Agnes Furey is a retired Irish American nurse, whose daughter, Patricia, and 6 year old grandchild, Chris, were murdered in 1998 by Patricia’s ex-boyfriend, Leonard Scovens, while he was high on crack cocaine. Numb with grief, Agnes still refused to let anger and bitterness poison her life. Instead of demanding the death penalty, as so many families of violent crime victims do in Florida, she decided to reach out to the man who’d taken the lives of her loved ones.

 

She felt compelled to try to understand Leonard and to do whatever she could to heal the enormous hurt he had caused. She decided to write to him in the Florida prison where he was serving a natural life term for the double murder. Her letters were the start of a deep and improbable friendship that has changed both their lives. In the years since, although they have never been allowed by the prison authorities to meet, they have co-written a book, Wildflowers in the Median, and have worked together, inside and outside prison, to promote a system based on restorative justice, rather than mere retribution.

 

“After the murder of my daughter and grandson, initially I was very numb… [and] depressed,” says Agnes, but “over time I felt I really wanted to talk to this man. I wanted to understand, to know who he was.”

 

Leonard grew up in a violent home and became addicted to crack cocaine when he was 19. He met Patricia Reed in rehab. “I was a very sick young man… I was lost to drugs, guilt, rage and pain and I punished Pat for daring to love me.” He has never shied away from his responsibility for the double murder. “So many lives were destroyed and irrevocably hunted by my evil, senseless act. And I will continue to be sorry for, and regretful of, and haunted by, it until I am, myself, dead.”

 

Agnes and Leonard live in Florida, which has one of the most punitive criminal justice systems in America, with more than 300 people currently on Death Row. When Agnes started writing to Leonard, he was on close management and in solitary confinement. “My journey with Agnes really made the difference between my continuing down the road of depravity and insanity (…) or this path of restorative justice that she inspired me to walk.” Despite being refused permission to meet in person, they have exchanged hundreds of letters and speak regularly on the phone.

 

Agnes is a committed Christian, but it still took her ten difficult years to reach a place where she was ready to forgive Leonard for killing her daughter and grandchild. “You don’t have to forgive.

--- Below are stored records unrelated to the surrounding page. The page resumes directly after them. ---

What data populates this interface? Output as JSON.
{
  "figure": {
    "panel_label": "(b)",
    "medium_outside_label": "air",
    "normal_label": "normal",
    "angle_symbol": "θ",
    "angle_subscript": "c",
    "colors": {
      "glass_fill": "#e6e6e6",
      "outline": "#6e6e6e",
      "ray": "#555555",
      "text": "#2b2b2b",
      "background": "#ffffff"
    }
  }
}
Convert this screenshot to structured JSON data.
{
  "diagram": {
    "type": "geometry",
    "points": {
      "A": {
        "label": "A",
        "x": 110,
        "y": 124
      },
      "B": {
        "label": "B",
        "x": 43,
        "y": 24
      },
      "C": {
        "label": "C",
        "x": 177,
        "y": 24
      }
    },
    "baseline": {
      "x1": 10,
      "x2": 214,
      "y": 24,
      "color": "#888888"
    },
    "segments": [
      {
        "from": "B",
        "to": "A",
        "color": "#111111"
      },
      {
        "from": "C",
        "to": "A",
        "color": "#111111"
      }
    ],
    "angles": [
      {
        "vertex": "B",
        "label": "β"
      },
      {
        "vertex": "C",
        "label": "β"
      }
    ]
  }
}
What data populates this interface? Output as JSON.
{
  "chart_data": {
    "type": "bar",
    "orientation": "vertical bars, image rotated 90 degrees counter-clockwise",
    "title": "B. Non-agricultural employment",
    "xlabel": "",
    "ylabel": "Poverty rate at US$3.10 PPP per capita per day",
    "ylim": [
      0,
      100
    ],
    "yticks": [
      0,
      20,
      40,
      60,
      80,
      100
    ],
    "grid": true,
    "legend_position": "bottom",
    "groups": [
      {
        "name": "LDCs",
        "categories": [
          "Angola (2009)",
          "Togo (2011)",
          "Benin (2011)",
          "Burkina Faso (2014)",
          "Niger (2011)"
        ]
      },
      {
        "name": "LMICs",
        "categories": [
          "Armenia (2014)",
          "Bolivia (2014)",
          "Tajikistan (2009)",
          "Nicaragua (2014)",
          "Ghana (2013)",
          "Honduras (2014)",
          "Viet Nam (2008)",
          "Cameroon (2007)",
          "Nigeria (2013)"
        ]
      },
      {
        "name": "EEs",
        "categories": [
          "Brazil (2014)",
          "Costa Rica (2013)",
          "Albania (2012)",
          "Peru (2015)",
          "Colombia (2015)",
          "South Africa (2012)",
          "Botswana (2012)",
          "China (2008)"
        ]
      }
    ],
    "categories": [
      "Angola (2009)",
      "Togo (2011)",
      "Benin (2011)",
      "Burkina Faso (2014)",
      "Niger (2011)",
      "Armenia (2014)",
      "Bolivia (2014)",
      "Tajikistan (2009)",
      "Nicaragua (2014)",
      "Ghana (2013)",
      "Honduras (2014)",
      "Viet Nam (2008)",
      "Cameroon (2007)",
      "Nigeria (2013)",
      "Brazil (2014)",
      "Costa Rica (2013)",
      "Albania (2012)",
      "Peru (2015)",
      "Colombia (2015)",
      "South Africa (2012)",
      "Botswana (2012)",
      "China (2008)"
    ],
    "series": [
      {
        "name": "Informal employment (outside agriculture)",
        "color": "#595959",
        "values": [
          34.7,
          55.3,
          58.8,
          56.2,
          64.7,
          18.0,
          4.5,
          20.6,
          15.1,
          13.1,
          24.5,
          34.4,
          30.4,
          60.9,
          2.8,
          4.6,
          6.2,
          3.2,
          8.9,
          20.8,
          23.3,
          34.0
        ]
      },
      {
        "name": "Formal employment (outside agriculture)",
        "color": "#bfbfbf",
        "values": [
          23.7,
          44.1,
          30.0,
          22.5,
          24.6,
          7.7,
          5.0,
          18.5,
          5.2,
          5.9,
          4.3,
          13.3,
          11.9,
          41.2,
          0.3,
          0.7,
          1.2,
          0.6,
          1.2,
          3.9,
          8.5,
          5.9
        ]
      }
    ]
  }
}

But if you can follow a journey of understanding, you may get to forgiveness and that is an extra, added blessing. It doesn’t mean he is not accountable… It [his crime] is not acceptable and he has been convicted of that.”

 

Forgiveness was not a one-off gesture, but a daily commitment and challenge for both of them. “Agnes gave me an assignment many years ago,” says Leonard, “she challenged me to make a difference in prison and I took her up on that challenge.” Together, Leonard and Agnes have co-founded the restorative justice programme Achieve Higher Ground, which aims to transform the lives of prisoners and victims of crime through outreach and mutual engagement. Leonard has often met resistance to his work from the prison authorities, but he is refusing to give up the journey of reconciliation and forgiveness he started with Agnes. “Agnes, I’m so very proud and honoured to be your friend, and to have you in my life. This is my life, what we are doing. It will not stop with me. It will go on.”

 

Agnes, who is now 80, has not given up meeting Leonard someday. “I feel I need to meet him and know him, because he changed my life forever… I pray it will happen in my lifetime.”